Is moss friend or foe? I’m never sure whether to apologize for my apple trees or admit my pride in them. At the end of a wet winter their branches are thickly coated on their upper sides with an emerald-green fabric like baize crossed with velvet. It is thicker on the trees on the shadier side of the garden, and thickest, covering much of the trunk too, on the tree in the south west corner that gets the most shade from the house and the churchyard wall.
Our trees have been pruned for many years, perhaps always, into open goblet, or even parasol, shapes to let light into their canopies, cutting off the year’s new growth but leaving fists of old wood on snaking stems; hardly a classical method but wonderfully energizing to flowers and fruit. The combination of gnarled and writhing grey wood and the emerald moss gives me enormous pleasure. Visitors gasp and get their cameras out. Serious fruit growers give me recipes for moss removal. Should I be worried?
It was in Japan that I first appreciated moss as a plant that could transform a garden. Saiho-Ji, the monastic moss garden, is only the most notable of many where the moss on rocks, paths, on the banks of streams and the trunks of trees, feels like a spell cast by an old green witch. In winter it is almost lurid green, in summer shades of green and brown, but the muting, softening effect is permanent. There are no sharp edges: no ultimate focus except the textures, the (rather rare) shock of pure clean petals, and the contrasting polish of water.
In this garden moss has crept up on me. It must be cumulative in the whole garden, endemic (and increasing) in the lawns, overwhelming on the abandoned tennis court, and presumably finding its perfect perch on the apples.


Every entry below should be copied exactly, minus the pictures.
**** INFORMATION SHOWN ****
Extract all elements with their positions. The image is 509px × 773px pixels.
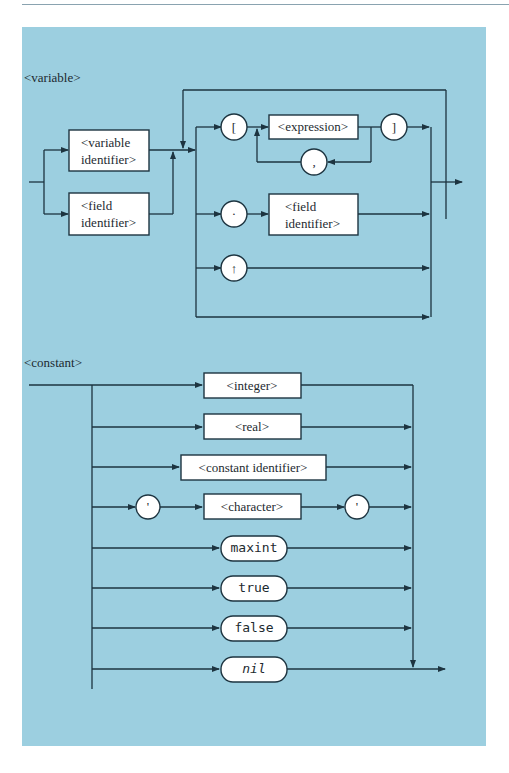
maxint-terminal: maxint bbox=[221, 536, 287, 561]
svg-text:<variable: <variable bbox=[81, 135, 130, 150]
expression-box: <expression> bbox=[269, 115, 358, 139]
svg-text:<character>: <character> bbox=[221, 499, 283, 514]
variable-diagram: <variable> <variable identifier> <field … bbox=[24, 70, 462, 317]
integer-box: <integer> bbox=[204, 373, 301, 398]
true-terminal: true bbox=[221, 576, 287, 601]
svg-text:↑: ↑ bbox=[231, 261, 238, 276]
field-identifier-box-2: <field identifier> bbox=[269, 194, 358, 235]
field-identifier-box: <field identifier> bbox=[69, 193, 149, 235]
close-bracket-terminal: ] bbox=[381, 114, 407, 140]
variable-title: <variable> bbox=[24, 70, 81, 85]
comma-terminal: , bbox=[301, 149, 327, 175]
svg-text:identifier>: identifier> bbox=[81, 215, 136, 230]
syntax-diagrams: <variable> <variable identifier> <field … bbox=[0, 0, 509, 773]
svg-text:<real>: <real> bbox=[235, 419, 269, 434]
svg-text:nil: nil bbox=[242, 661, 265, 676]
constant-identifier-box: <constant identifier> bbox=[181, 455, 326, 480]
svg-text:true: true bbox=[238, 580, 269, 595]
svg-text:maxint: maxint bbox=[231, 540, 278, 555]
svg-text:[: [ bbox=[232, 120, 236, 135]
svg-text:<constant identifier>: <constant identifier> bbox=[199, 460, 308, 475]
svg-text:identifier>: identifier> bbox=[81, 152, 136, 167]
svg-text:,: , bbox=[312, 154, 315, 169]
pointer-terminal: ↑ bbox=[221, 255, 247, 281]
quote-close-terminal: ' bbox=[345, 495, 369, 519]
real-box: <real> bbox=[204, 414, 301, 439]
constant-title: <constant> bbox=[24, 355, 82, 370]
character-box: <character> bbox=[204, 494, 301, 519]
svg-text:]: ] bbox=[392, 120, 396, 135]
svg-text:false: false bbox=[234, 620, 273, 635]
open-bracket-terminal: [ bbox=[221, 114, 247, 140]
svg-text:<field: <field bbox=[81, 198, 113, 213]
svg-text:<integer>: <integer> bbox=[227, 378, 278, 393]
svg-text:<field: <field bbox=[285, 199, 317, 214]
nil-terminal: nil bbox=[221, 657, 287, 682]
constant-diagram: <constant> <integer> <real> <constant id… bbox=[24, 355, 445, 689]
svg-text:': ' bbox=[356, 499, 358, 514]
svg-text:': ' bbox=[147, 499, 149, 514]
quote-open-terminal: ' bbox=[136, 495, 160, 519]
svg-text:identifier>: identifier> bbox=[285, 216, 340, 231]
dot-terminal: · bbox=[221, 201, 247, 227]
false-terminal: false bbox=[221, 616, 287, 641]
svg-text:<expression>: <expression> bbox=[278, 119, 348, 134]
svg-text:·: · bbox=[232, 206, 236, 221]
variable-identifier-box: <variable identifier> bbox=[69, 130, 149, 171]
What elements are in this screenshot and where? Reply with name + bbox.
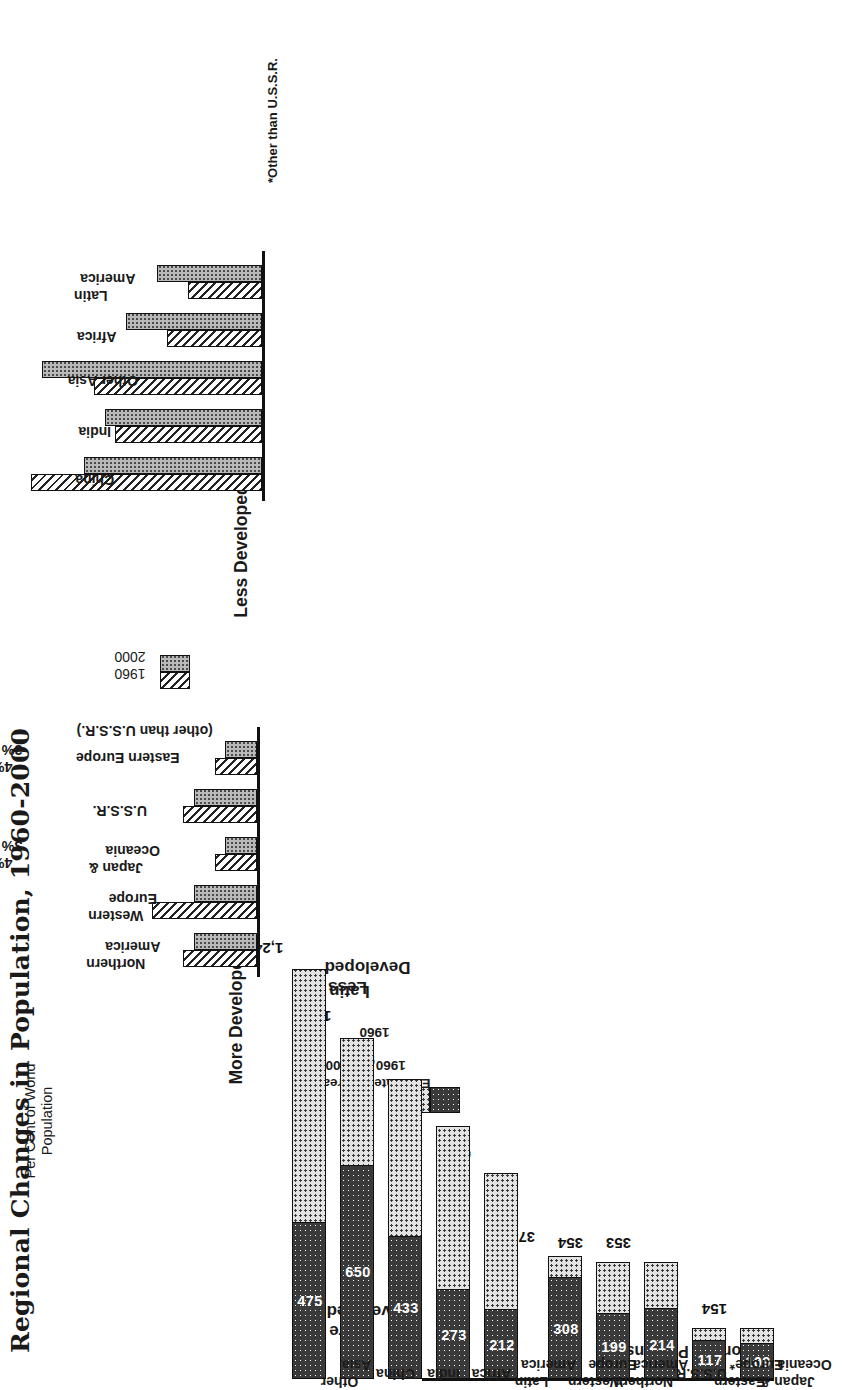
bar-row: 433 908: [388, 1079, 422, 1379]
pct-label-1960: 4%: [0, 759, 32, 775]
percent-axis-label-line1: Per Cent of World: [22, 1021, 39, 1221]
pct-label-2000: 3%: [0, 838, 42, 854]
pct-category-line1: Western: [70, 907, 162, 923]
pct-label-2000: 6%: [0, 886, 11, 902]
bar-value-1960: 212: [481, 1337, 523, 1353]
legend-swatch-1960: [160, 672, 190, 689]
pct-category-line1: India: [49, 423, 141, 439]
pct-bar-1960: [215, 854, 257, 871]
pct-label-2000: 6%: [0, 790, 11, 806]
percent-axis-label-line2: Population: [39, 1021, 56, 1221]
pct-category-line1: Other Asia: [48, 372, 158, 388]
pct-label-2000: 6%: [0, 934, 11, 950]
legend-label-2000: 2000: [100, 649, 160, 665]
pct-category-line1: Northern: [70, 955, 162, 971]
bar-value-1960: 273: [433, 1327, 475, 1343]
bar-value-1960: 308: [545, 1321, 587, 1337]
pct-bar-2000: [157, 265, 262, 282]
bar-row: 273 768: [436, 1126, 470, 1379]
pct-category-line1: Japan &: [70, 859, 162, 875]
pct-category-line1: Eastern Europe: [63, 749, 193, 765]
pct-category-line2: America: [87, 938, 179, 954]
percent-axis-label: Per Cent of World Population: [22, 1021, 56, 1221]
pct-category-line1: Africa: [51, 328, 143, 344]
bar-value-1960: 214: [641, 1337, 683, 1353]
legend-label-1960: 1960: [100, 666, 160, 682]
pct-bar-2000: [225, 741, 257, 758]
pct-category-line2: America: [62, 270, 154, 286]
bar-row: 212 624: [484, 1173, 518, 1379]
pct-bar-1960: [183, 950, 257, 967]
pct-bar-2000: [225, 837, 257, 854]
pct-category-line2: Europe: [87, 890, 179, 906]
more-developed-percent-chart: More Developed 7% 6% Northern America 10…: [60, 727, 260, 977]
bar-value-1960: 433: [385, 1300, 427, 1316]
pct-bar-2000: [194, 933, 257, 950]
pct-bar-1960: [183, 806, 257, 823]
legend-swatch-2000: [160, 655, 190, 672]
pct-category-line2: (other than U.S.S.R.): [70, 722, 220, 738]
millions-bar-chart: Millions of Persons Estimated Increase 1…: [360, 681, 850, 1381]
bar-value-1960: 199: [593, 1339, 635, 1355]
pct-bar-2000: [126, 313, 262, 330]
pct-category-line1: Latin: [45, 287, 137, 303]
pct-label-1960: 4%: [0, 855, 32, 871]
percent-charts-panel: Per Cent of World Population 1960 2000 M…: [0, 0, 360, 1381]
pct-bar-1960: [215, 758, 257, 775]
pct-label-2000: 3%: [0, 742, 42, 758]
chart-baseline: [262, 251, 265, 501]
pct-bar-1960: [188, 282, 262, 299]
pct-category-line2: Oceania: [87, 842, 179, 858]
pct-category-line1: U.S.S.R.: [74, 802, 166, 818]
footnote: *Other than U.S.S.R.: [265, 58, 280, 183]
chart-baseline: [257, 727, 260, 977]
pct-category-line1: China: [49, 471, 141, 487]
pct-bar-1960: [167, 330, 262, 347]
legend-label-1960: 1960: [360, 1025, 500, 1040]
pct-bar-2000: [194, 885, 257, 902]
less-developed-percent-chart: Less Developed 22% 17% China 14% 15% Ind…: [35, 251, 265, 501]
pct-bar-2000: [194, 789, 257, 806]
****
• ANSWER SPACE:
Extract all elements with their positions. The image is 509px × 773px pixels.
maxint-terminal: maxint bbox=[221, 536, 287, 561]
svg-text:<variable: <variable bbox=[81, 135, 130, 150]
expression-box: <expression> bbox=[269, 115, 358, 139]
svg-text:<character>: <character> bbox=[221, 499, 283, 514]
variable-diagram: <variable> <variable identifier> <field … bbox=[24, 70, 462, 317]
integer-box: <integer> bbox=[204, 373, 301, 398]
true-terminal: true bbox=[221, 576, 287, 601]
svg-text:↑: ↑ bbox=[231, 261, 238, 276]
field-identifier-box-2: <field identifier> bbox=[269, 194, 358, 235]
field-identifier-box: <field identifier> bbox=[69, 193, 149, 235]
close-bracket-terminal: ] bbox=[381, 114, 407, 140]
variable-title: <variable> bbox=[24, 70, 81, 85]
comma-terminal: , bbox=[301, 149, 327, 175]
svg-text:identifier>: identifier> bbox=[81, 215, 136, 230]
syntax-diagrams: <variable> <variable identifier> <field … bbox=[0, 0, 509, 773]
svg-text:<real>: <real> bbox=[235, 419, 269, 434]
svg-text:nil: nil bbox=[242, 661, 265, 676]
constant-identifier-box: <constant identifier> bbox=[181, 455, 326, 480]
svg-text:true: true bbox=[238, 580, 269, 595]
svg-text:maxint: maxint bbox=[231, 540, 278, 555]
svg-text:[: [ bbox=[232, 120, 236, 135]
svg-text:<constant identifier>: <constant identifier> bbox=[199, 460, 308, 475]
svg-text:identifier>: identifier> bbox=[81, 152, 136, 167]
svg-text:,: , bbox=[312, 154, 315, 169]
pointer-terminal: ↑ bbox=[221, 255, 247, 281]
quote-close-terminal: ' bbox=[345, 495, 369, 519]
real-box: <real> bbox=[204, 414, 301, 439]
constant-title: <constant> bbox=[24, 355, 82, 370]
character-box: <character> bbox=[204, 494, 301, 519]
svg-text:]: ] bbox=[392, 120, 396, 135]
svg-text:false: false bbox=[234, 620, 273, 635]
open-bracket-terminal: [ bbox=[221, 114, 247, 140]
svg-text:<field: <field bbox=[81, 198, 113, 213]
svg-text:<integer>: <integer> bbox=[227, 378, 278, 393]
svg-text:<field: <field bbox=[285, 199, 317, 214]
nil-terminal: nil bbox=[221, 657, 287, 682]
constant-diagram: <constant> <integer> <real> <constant id… bbox=[24, 355, 445, 689]
svg-text:': ' bbox=[356, 499, 358, 514]
svg-text:': ' bbox=[147, 499, 149, 514]
quote-open-terminal: ' bbox=[136, 495, 160, 519]
svg-text:identifier>: identifier> bbox=[285, 216, 340, 231]
dot-terminal: · bbox=[221, 201, 247, 227]
false-terminal: false bbox=[221, 616, 287, 641]
svg-text:<expression>: <expression> bbox=[278, 119, 348, 134]
svg-text:·: · bbox=[232, 206, 236, 221]
variable-identifier-box: <variable identifier> bbox=[69, 130, 149, 171]
What elements are in this screenshot and where? Reply with name + bbox.
bar-row: 433 908: [388, 1079, 422, 1379]
pct-label-1960: 4%: [0, 759, 32, 775]
percent-axis-label-line1: Per Cent of World: [22, 1021, 39, 1221]
pct-label-2000: 3%: [0, 838, 42, 854]
pct-category-line1: Western: [70, 907, 162, 923]
pct-label-2000: 6%: [0, 886, 11, 902]
bar-value-1960: 212: [481, 1337, 523, 1353]
legend-swatch-1960: [160, 672, 190, 689]
pct-category-line1: India: [49, 423, 141, 439]
pct-bar-1960: [215, 854, 257, 871]
pct-label-2000: 6%: [0, 790, 11, 806]
percent-axis-label-line2: Population: [39, 1021, 56, 1221]
pct-category-line1: Other Asia: [48, 372, 158, 388]
pct-label-2000: 6%: [0, 934, 11, 950]
legend-label-2000: 2000: [100, 649, 160, 665]
pct-category-line1: Northern: [70, 955, 162, 971]
bar-value-1960: 273: [433, 1327, 475, 1343]
bar-value-1960: 308: [545, 1321, 587, 1337]
pct-bar-2000: [157, 265, 262, 282]
bar-row: 273 768: [436, 1126, 470, 1379]
pct-category-line1: Japan &: [70, 859, 162, 875]
pct-category-line1: Eastern Europe: [63, 749, 193, 765]
pct-category-line2: America: [87, 938, 179, 954]
percent-axis-label: Per Cent of World Population: [22, 1021, 56, 1221]
pct-category-line1: Africa: [51, 328, 143, 344]
bar-value-1960: 214: [641, 1337, 683, 1353]
legend-label-1960: 1960: [100, 666, 160, 682]
pct-bar-2000: [225, 741, 257, 758]
pct-category-line2: America: [62, 270, 154, 286]
bar-row: 212 624: [484, 1173, 518, 1379]
pct-bar-1960: [183, 950, 257, 967]
pct-bar-2000: [225, 837, 257, 854]
pct-category-line2: Europe: [87, 890, 179, 906]
more-developed-percent-chart: More Developed 7% 6% Northern America 10…: [60, 727, 260, 977]
bar-value-1960: 433: [385, 1300, 427, 1316]
pct-bar-2000: [194, 933, 257, 950]
pct-bar-1960: [183, 806, 257, 823]
legend-swatch-2000: [160, 655, 190, 672]
pct-category-line2: (other than U.S.S.R.): [70, 722, 220, 738]
millions-bar-chart: Millions of Persons Estimated Increase 1…: [360, 681, 850, 1381]
bar-value-1960: 199: [593, 1339, 635, 1355]
pct-bar-2000: [126, 313, 262, 330]
pct-category-line1: Latin: [45, 287, 137, 303]
pct-label-1960: 4%: [0, 855, 32, 871]
percent-charts-panel: Per Cent of World Population 1960 2000 M…: [0, 0, 360, 1381]
pct-bar-1960: [215, 758, 257, 775]
pct-label-2000: 3%: [0, 742, 42, 758]
chart-baseline: [262, 251, 265, 501]
pct-bar-1960: [188, 282, 262, 299]
pct-category-line2: Oceania: [87, 842, 179, 858]
pct-category-line1: U.S.S.R.: [74, 802, 166, 818]
footnote: *Other than U.S.S.R.: [265, 58, 280, 183]
chart-baseline: [257, 727, 260, 977]
pct-category-line1: China: [49, 471, 141, 487]
pct-bar-1960: [167, 330, 262, 347]
legend-label-1960: 1960: [360, 1025, 500, 1040]
pct-bar-2000: [194, 885, 257, 902]
less-developed-percent-chart: Less Developed 22% 17% China 14% 15% Ind…: [35, 251, 265, 501]
pct-bar-2000: [194, 789, 257, 806]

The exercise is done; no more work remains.